Googling "backbone of soa" is instructive. I found these:
"Backbone of SOA is Service"
"Web services are the backbone of SOA"
"ESBs have become universally accepted at the backbone of SOA"
"ESB is the backbone of SOA"
"we suggest that you seriously consider an en-masse deployment of AMQP as the backbone of SOA"
"Messaging is the backbone of SOA"
"XML is the backbone of SOA"
"With processes serving as the backbone of SOA-based composite applications"
"distributed computing, which is the backbone of SOA"
"It's very appealing to mainframe customers, and the System z, which is the latest mainframe, is fully enabled to be the backbone of SOA"

With all of these backbones, maybe we should switch the software design metaphor from architect to anatomist. I am personally in favor of REST+JSON as the middle finger of SOA.

Frequent readers of my blog may recall that the appeal of the content-free term is simple: people in the business appreciate being served by IT, as opposed to the unfortunate situations that always seem to occur when IT departments are giving the job of enforcer of business rules via the replacement of efficient ad hoc systems with official electronic processes from which thou shall not deviate.

Are you being served?

Tuesday, December 25, 2007

Why so slow?


Google has thrived by proving that computer users value speed above nearly all else. So why does each Microsoft Windows device I use take longer and longer to boot up? via NY Times

Booting from Flash RAM is the future- how fast is Windows? I will not buy another computer without it. Everything in memory is the default optimization to take now...cache everything.

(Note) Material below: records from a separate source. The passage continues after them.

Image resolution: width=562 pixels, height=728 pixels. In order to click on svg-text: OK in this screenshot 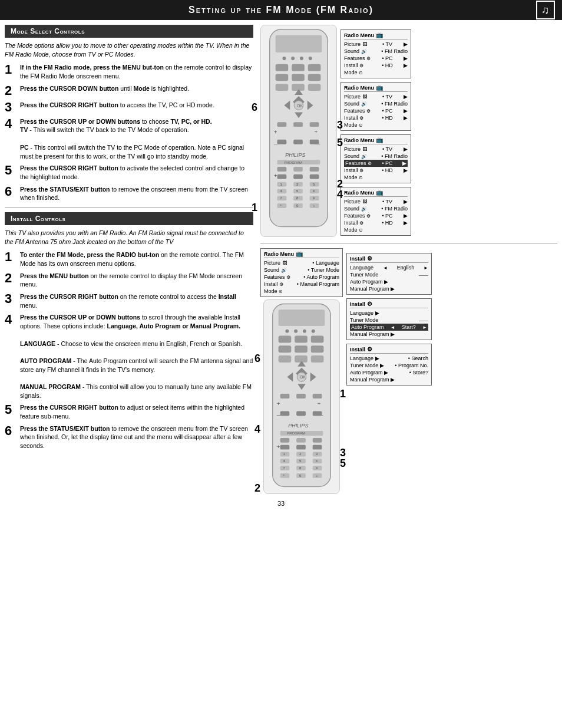, I will do `click(303, 377)`.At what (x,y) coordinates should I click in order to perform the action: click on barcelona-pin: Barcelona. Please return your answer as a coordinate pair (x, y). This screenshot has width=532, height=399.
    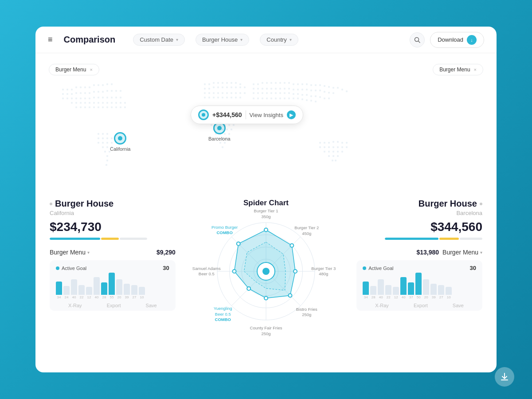
    Looking at the image, I should click on (219, 132).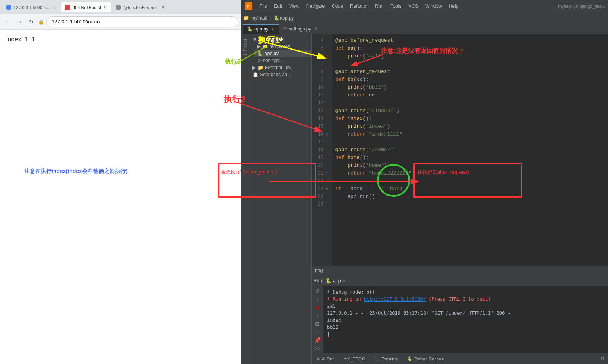  Describe the element at coordinates (31, 22) in the screenshot. I see `refresh-button: ↻` at that location.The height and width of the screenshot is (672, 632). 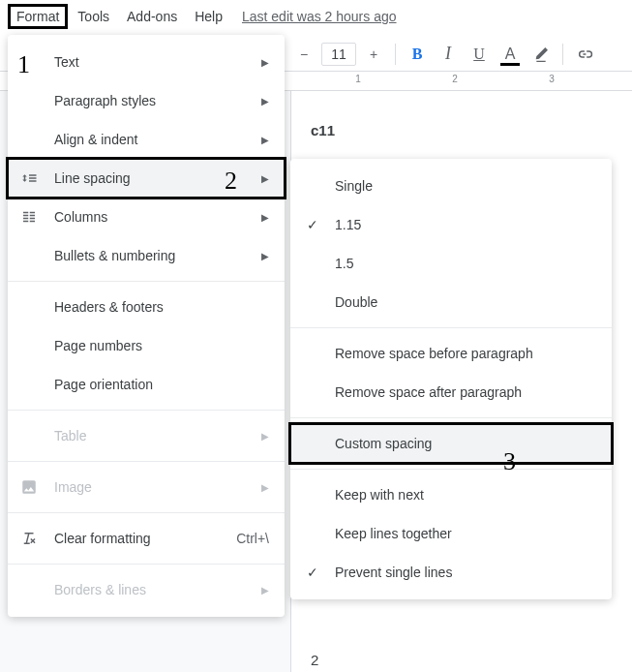 I want to click on submenu-label: Double, so click(x=466, y=302).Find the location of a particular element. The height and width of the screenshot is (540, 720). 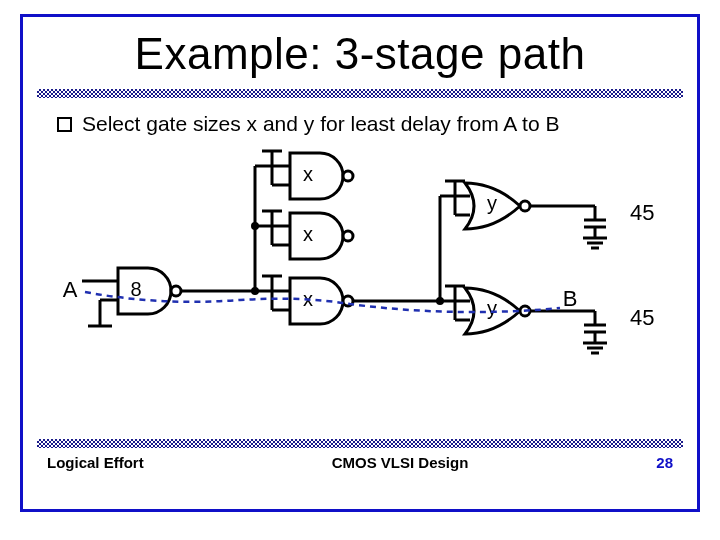

size-input: 8 is located at coordinates (136, 289).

Ron Jeffries Can't Get Rails Running


This is kind of a strange story, but why the hell can't he get it running? This is when to call in VMWare and have a nice set of clean machines available. Apparently he was running SlimServer, which sounds slightly immoral so I am sure he deserved the non-functioning environment. Anyway, nice thing about XP is early cancellation, but, he could have just asked for help...

That said- development environment set up is not that easy. I had one J2EE project where we had a two day process. For my last Rails project, it was a about two pages on the wiki, most of it related to SQL Server driver (don't ask) and Ferret. It did remind me to not depend on the availability of external resources for the install procedures though- what's out there on the Rails Gem servers can change.

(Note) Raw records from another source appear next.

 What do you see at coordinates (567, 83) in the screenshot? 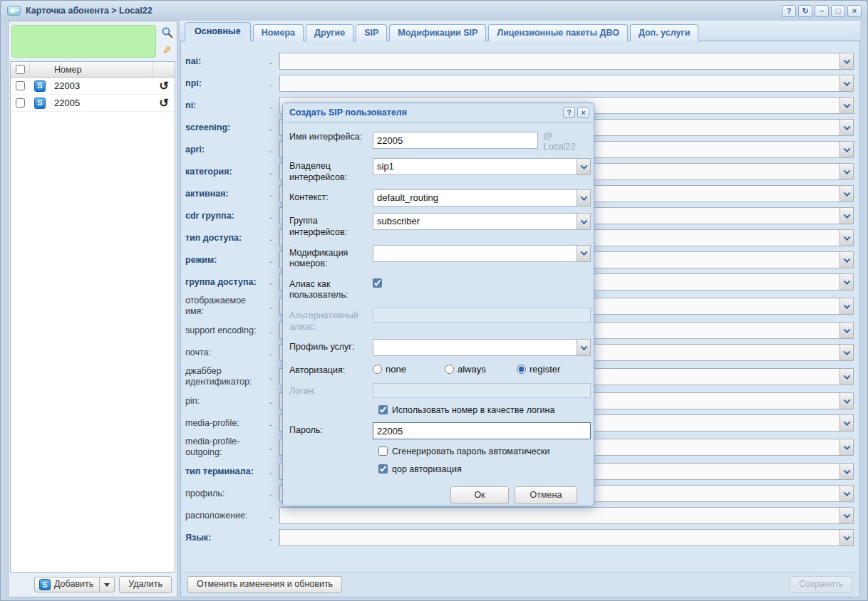
I see `npi-combobox` at bounding box center [567, 83].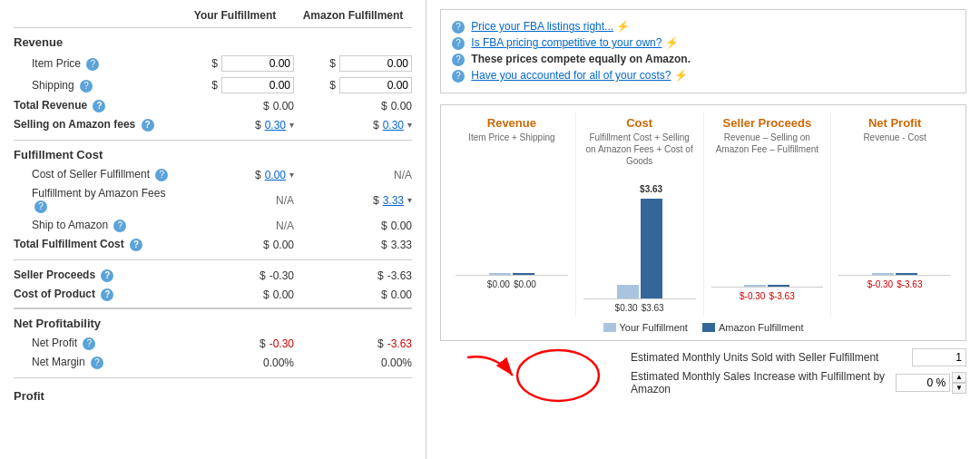 The image size is (980, 459). I want to click on monthly-units-input, so click(939, 357).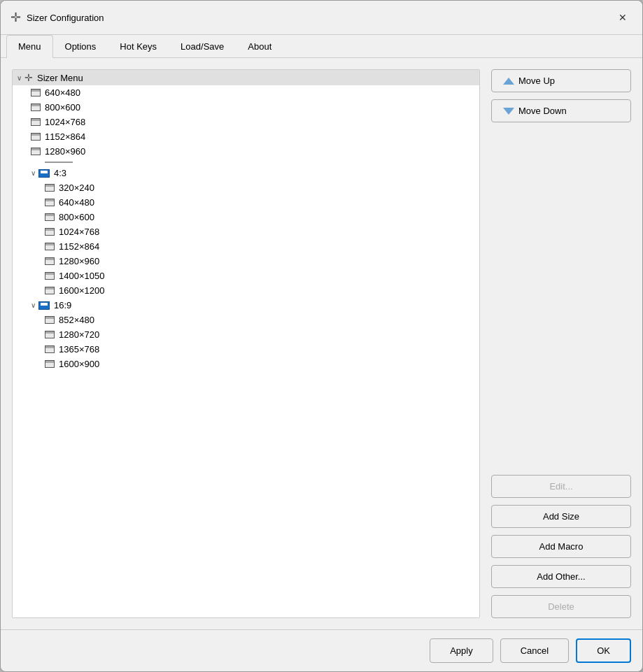  I want to click on add-other-label: Add Other..., so click(561, 576).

What's killing everyone on one of my internal corporate projects is svn+ssh. That said, our most recent hire nailed it pretty well, even though it was his first time using a Mac and NetBeans, and I am using RadRails on Windows.

Anyway- it's worth writing up the procedures for the development environment set up, and then having the new person update those when they come on board as their first task. Of course, if no one has started for a while, chances are the instructions just won't work.

Wednesday, December 05, 2007

Digital Notes in general (and in ArcGIS)

I was reading Tim Ferris' post on how "awesome" he is at taking notes. I have tried his approach and it didn't really work for me having all my notes in a little moleskine notebook, even if there is a little index page. I much prefer the approach of having a tear off pad of heavy Levenger paper, then I can put the note page in the appropriate folder and file it.

I was experimenting a little today with the middle ground- a digital/analog pen. You use a special notebook and special pen to take notes, then you connect the pen to a USB dock and the notes get transferred to OneNote 2007- and OCR-ed. It's a really cool idea- and their ArcGIS product is coming out soon. It's a cool idea to go out into the field with a paper map and then have your annotations show up on the map without scanning it back in, but as vectors recorded by the pen.

Anyway, I don't really want the big pen, but maybe the good idea to steal from all of this is to scan and OCR all of my note pages. Then I can full text search them...brilliant, eh?